China's largest chip maker helped Huawei build the 7-nanometre processor for the Mate 60 Pro, regarded as a major achievement for two companies that the US blacklisted years ago over national security concerns. Riding a wave of nationalist fervour, the device has sold out rapidly, taking business away from Apple's iPhone.

Huawei itself shows signs of resuming the growth that Washington's sanctions derailed.

State-backed SMIC is projected to return to growth in the peak December quarter, but its prospects may hinge on whether the US - which last month expanded existing curbs on China's chip sector - is contemplating further sanctions.

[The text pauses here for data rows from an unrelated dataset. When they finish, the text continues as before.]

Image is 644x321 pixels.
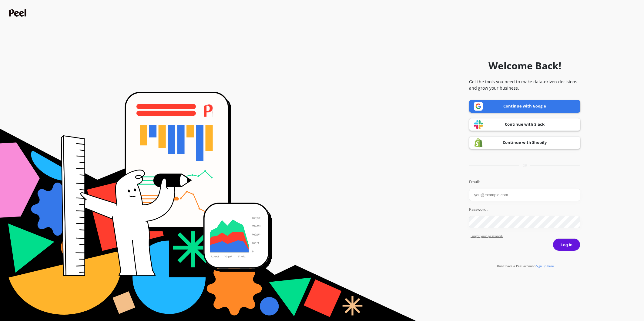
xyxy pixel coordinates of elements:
[469,189,581,201] input: you@example.com
[469,118,581,131] a: Continue with Slack
[553,238,581,251] button: Log in
[469,179,581,185] label: Email:
[474,138,483,148] img: Shopify logo
[536,264,554,268] span: Sign up here
[489,59,561,73] h1: Welcome Back!
[471,234,581,238] a: Forgot yout password?
[469,100,581,113] a: Continue with Google
[497,264,554,268] a: Don't have a Peel account?Sign up here
[469,206,581,213] label: Password:
[469,136,581,149] a: Continue with Shopify
[469,163,581,168] div: or
[9,9,28,17] img: Peel
[474,102,483,111] img: Google logo
[469,79,581,91] p: Get the tools you need to make data-driven decisions and grow your business.
[474,120,483,130] img: Slack logo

US lawmakers have called for more restrictions, seizing on Huawei's unexpected breakthrough.

Shares of SMIC have climbed roughly 40 per cent since Huawei introduced the US$900-plus Mate 60 Pro in late August, just as US Commerce Secretary Gina Raimondo - whose department oversees the complex network of restrictions on chips - was visiting China.

SMIC's executives are expected to take questions about Huawei and its longer-term chip plans on Friday morning.

"Robust demand for Huawei devices, from servers to handsets, underscores local support for domestically produced chips, potentially sustaining the company's capacity utilization beyond expectations," Bloomberg Intelligence Analyst Charles Shum wrote in a note ahead of the results release.

Despite the boost from Huawei, SMIC continues to grapple with uncertainty in China's smartphone market, the world's largest.

Competition is intensifying in the Chinese smartphone market, which is already crowded with players from Xiaomi Corp to Oppo amid the industry's struggle to recover from a Covid-19-era slump.

Smartphone shipments in the country fell 5 per cent in the third quarter and none of the top five players sold more handsets than a year ago, according to research firm Canalys.

Major Chinese smartphone makers rely on Qualcomm and MediaTek for chip supply, but those two firms also outsource manufacturing to overseas contractors such as Taiwan Semiconductor Manufacturing Co and Globalfoundries.

Longer-term, it remains to be seen whether Beijing's overt support for the country's chip-related firms will pop up SMIC's bottom line.

"China's drive toward semiconductor self-sufficiency appears to buffer SMIC against anticipated third-quarter headwinds in sales and profit margins, despite broader market challenges from stagnant smartphone and consumer-electronics recoveries," Shum of Bloomberg Intelligence wrote in a note ahead of the chip maker's results release.

 
How many units did Huawei sell that contain this 7nm chip?

If SMIC business is dropping , where is the demand?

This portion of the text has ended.